Monetary policy - History
Monetary policy - Development over time
Monetary policy has developed considerably over time. It has also increased considerably in importance, and the actions of the Federal Open Market Committee (FOMC) has made it more public and prominent than ever before.
1913 to the 1940s
In the years after its foundation in 1913, the newly formed Fed focused on seasonal fluctuations in interest rates by issuing currency. Beyond this, little action was taken to track data about monetary aggregates or their relation to economic growth. For much of the time, the activity of banks was most often indirectly controlled through "moral suasion". A governor or senior official of the Fed would approach a banker and politely suggest that perhaps the banker would like to consider some changes in the way his/her bank was being operated. Few bankers looked forward to such contacts and fewer still were interested in resisting such suggestions. After the start of the Great Depression of 1929, economists began to recognize the existence of links between monetary contraction and bank failures. At the same time the Federal Reserve began collecting and using data on various monetary aggregates as an additional way to influence banks and monetary policy.
1950s to 1960s
The culmination of the effort to understand the role of monetary aggregates in an economy was Milton Friedman's A Program for Monetary Stability (1960) and, in 1963, the publication of the major study by Friedman and Anna Schwartz, A Monetary History of the United States, 1867 - 1960. The authors effectively argued that the Federal Reserve helped bring about the Great Depression by failing to stabilize the money supply. The challenge had now become using these theories in carrying out monetary policy.
1970s to 1980s
In the 1970s, increased attention was paid to monetary policy. Partly this wasbecause of the collapse of the fixed exchange rate regime (established by the Bretton Woods conference in 1944) in 1971, and the increased use of floating exchange rates by many central banks. However, perhaps even more importantly, in the early 1970s, inflation began to rear its ugly head. Oil price rises, wage disputes, and the residual effects of the "both guns and butter" economic policies followed during the Viet Nam War all combined to push inflation into realms previously unseen. The culmination was the 18% inflation rates that occurred during the Carter presidency (1977 - 1981). The Federal Reserve Chairman Paul Volker (1979 - 1987) wrung stagflation out of the US economy by concentrating on controlling the money supply rather than focusing on control of interest rates. The price was the recession of 1981 to 1982. The apparent reward was low inflation and economic growth during the rest of the Reagan presidency (1981 - 1989).
1990s to present
Despite the success of the monetary approaches utilized in the late 1970s and 1980s, the increase in new types of bank accounts and other financial services contributed to a breakdown in the ability to use M1 and M2 data to predict monetary growth. The Fed was not able to use monetary data to reliably predict growth in the money supply. This led the Federal Open Market Committee (FOMC) to discontinue setting target ranges for monetary growth. Under Chairman Alan Greenspan (1987 - 2006) inflation considerations were included in the policy choices made by the FOMC. However Greenspan rejected explicit inflation targets. He argued they would limit the policy responses available to the Fed when confronting recessionary forces. However the new Chair, Ben Bernanke has been an advocate of the use of formal inflation targets.
The use of monetary policy by the Federal Reserve continues to evolve. In March 1996, the Federal Reserve quit gathering data on M3 because collection was difficult and expensive, and only minimal linkage to growth in the money supply had been shown. Instead Fed economists have experimented with various redefinitions of the existing aggregates including the collection of data on a new aggregate, MZM. MZM excludes time deposits and only uses monetary data from M1, M2, and M3 that has zero limitations on access by time. The overall effort continues to be identifying linkages between monetary data, monetary policy, and changes in the economy.
An interesting contrast can be made to the Central Bank of the United Kingdom. During much the same period, the Central Bank of the UK focused its attention on M0 and M4. M0 is currency in circulation and immediately liquid deposits at the Central Bank. M4 is currency in circulation and sterling deposits at banks and building societies (building societies are similar to savings and loans in the US). In 1990 the UK joined the European Exchange Rate Mechanism (ERM). Additional official attention was paid to changes in exchange rates between the countries of Europe and the UK. Later in the 1990s the Government and the Central Bank began to set official, targeted limitations on the range of inflation, leading to greater formal attention on the role of inflation in the UK economy.
For a review by Ben S. Bernanke of the use of monetary policy at the Federal Reserve, see www.federalreserve.gov/newsevents/speech/Bernanke20061110a.htm.
For information on the Central Bank of the United Kingdom, see www.bankofengland.co.uk/.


Each line that includes "Carriers" must be copied from the records.

(Records from a data source)

:::

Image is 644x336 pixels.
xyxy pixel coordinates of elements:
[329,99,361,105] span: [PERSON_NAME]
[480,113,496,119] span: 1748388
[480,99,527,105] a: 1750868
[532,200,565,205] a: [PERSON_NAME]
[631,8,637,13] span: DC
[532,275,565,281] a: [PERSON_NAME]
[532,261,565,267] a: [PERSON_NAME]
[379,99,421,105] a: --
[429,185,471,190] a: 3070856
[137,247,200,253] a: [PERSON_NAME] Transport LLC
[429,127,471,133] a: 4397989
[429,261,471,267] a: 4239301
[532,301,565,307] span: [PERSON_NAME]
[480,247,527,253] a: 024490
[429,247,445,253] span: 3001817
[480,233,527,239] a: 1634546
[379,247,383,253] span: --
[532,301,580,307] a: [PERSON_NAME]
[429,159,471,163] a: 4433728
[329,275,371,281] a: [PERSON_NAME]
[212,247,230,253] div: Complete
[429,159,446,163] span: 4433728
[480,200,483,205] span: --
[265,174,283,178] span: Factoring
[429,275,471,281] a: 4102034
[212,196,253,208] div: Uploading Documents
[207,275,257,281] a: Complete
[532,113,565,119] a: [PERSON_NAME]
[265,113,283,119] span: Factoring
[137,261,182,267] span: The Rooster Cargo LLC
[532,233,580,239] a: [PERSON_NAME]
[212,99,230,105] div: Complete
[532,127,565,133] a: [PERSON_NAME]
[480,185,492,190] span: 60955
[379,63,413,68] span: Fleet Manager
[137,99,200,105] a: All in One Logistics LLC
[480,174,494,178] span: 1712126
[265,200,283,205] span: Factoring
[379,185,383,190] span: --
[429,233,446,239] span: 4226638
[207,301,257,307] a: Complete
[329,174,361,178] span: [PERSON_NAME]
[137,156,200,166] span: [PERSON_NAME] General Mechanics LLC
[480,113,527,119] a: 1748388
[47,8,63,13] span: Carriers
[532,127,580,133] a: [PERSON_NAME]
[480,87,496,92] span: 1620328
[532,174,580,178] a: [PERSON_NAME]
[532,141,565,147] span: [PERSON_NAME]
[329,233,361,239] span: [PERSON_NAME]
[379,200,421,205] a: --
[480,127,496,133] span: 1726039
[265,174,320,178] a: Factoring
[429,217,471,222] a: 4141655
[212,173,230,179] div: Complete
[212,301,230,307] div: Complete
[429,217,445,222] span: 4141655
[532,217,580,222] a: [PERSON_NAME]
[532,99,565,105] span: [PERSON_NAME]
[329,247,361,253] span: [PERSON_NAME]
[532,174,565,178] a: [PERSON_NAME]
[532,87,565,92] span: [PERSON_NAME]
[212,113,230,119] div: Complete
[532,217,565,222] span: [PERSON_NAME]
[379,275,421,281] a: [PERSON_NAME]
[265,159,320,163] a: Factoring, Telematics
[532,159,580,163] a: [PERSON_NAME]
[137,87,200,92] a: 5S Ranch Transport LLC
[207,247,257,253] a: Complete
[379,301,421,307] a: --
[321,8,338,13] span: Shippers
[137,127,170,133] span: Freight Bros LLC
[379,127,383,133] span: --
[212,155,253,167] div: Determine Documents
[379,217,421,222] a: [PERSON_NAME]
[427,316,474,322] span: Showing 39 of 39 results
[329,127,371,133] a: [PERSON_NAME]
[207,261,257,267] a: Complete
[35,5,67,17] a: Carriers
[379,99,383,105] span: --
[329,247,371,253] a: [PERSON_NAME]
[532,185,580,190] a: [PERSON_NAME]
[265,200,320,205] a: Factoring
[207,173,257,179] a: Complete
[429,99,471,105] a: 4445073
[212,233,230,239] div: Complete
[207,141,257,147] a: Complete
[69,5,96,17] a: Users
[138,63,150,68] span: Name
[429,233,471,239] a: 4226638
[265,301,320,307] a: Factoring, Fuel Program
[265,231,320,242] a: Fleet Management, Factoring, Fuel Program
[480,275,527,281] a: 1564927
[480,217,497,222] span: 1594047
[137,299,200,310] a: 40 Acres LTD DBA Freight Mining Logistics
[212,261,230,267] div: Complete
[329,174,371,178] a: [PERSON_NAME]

:::

→ **Written reply**
[47,8,63,13] span: Carriers
[35,5,67,17] a: Carriers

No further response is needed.